I'm guessing that PB is a recursive descent, which is the easiest to write by hand. The first step it does is recognize the "words" in the file. This is called tokenizing. For instance, when it first opens the file, is the first character it sees a semi (comment), a hash (constant), or a letter (var or func call)? Some tokenizers read a whole word (characters until a "separator" char is found). After the word is tokenized, the compiler determines what to do (skip the comment, use the constant, or call the func). During this final handling, "output code" is produced. More sophisticated compilers use an intermediate code so it can be optimized more efficiently after code generation has completed. There is reason to believe that PB just goes straight to asm. The compiler just repeats these steps until the file is done.
A more complicated compiler may run multiple passes on the input file. For instance, a two-pass compiler might use the first pass to recognize all of the variables and constants, and a second pass to do the rest. This allows for referencing a function or constant that has not yet been defined, or implementing a preprocessor as in C.
A common next step is the optimizer, if the system has one. I can't tell if PB has one or not; it may simply have efficient asm output, or it may run a rudimentary optimizer. Just like compilers, optimizers vary greatly in complexity; some run in one pass, some in two or more.
Next comes the assembling. This is basically done the exact same way as compiling, except assemblers are much less sophisticated (they have fewer rules, and tighter constraints) so it can go faster. Also, instead of readable code for output, the assembler generates binary code. Assembling is simple enough that it can merely be a lookup table type program, although they are generally not.

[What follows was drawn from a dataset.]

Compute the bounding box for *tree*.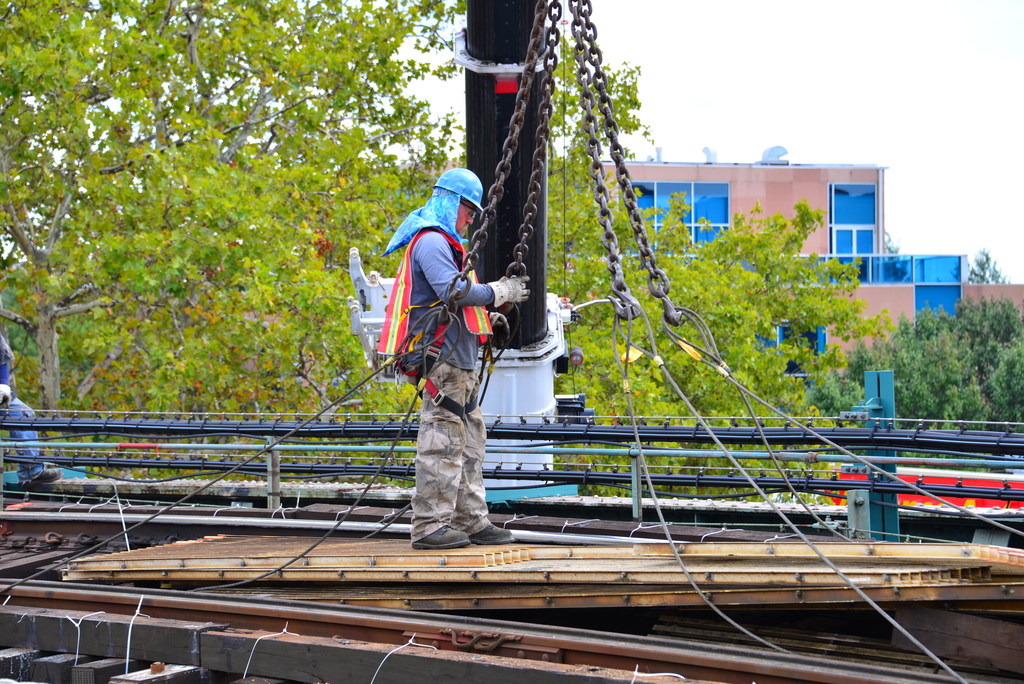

Just as a "gut feel" comparison, I am guessing that the Gnu Assembler takes about 5 times as long to assemble a file as the Fasm assembler that PB uses. I don't know why it is so slow, but I can tell you that it is horribly inefficient with macros.
Anyway, back to your "how can I make it faster" question. In reality, aside from precompiling libraries, there is not much you can do. That will save you from repeatedly compiling code that is not being edited.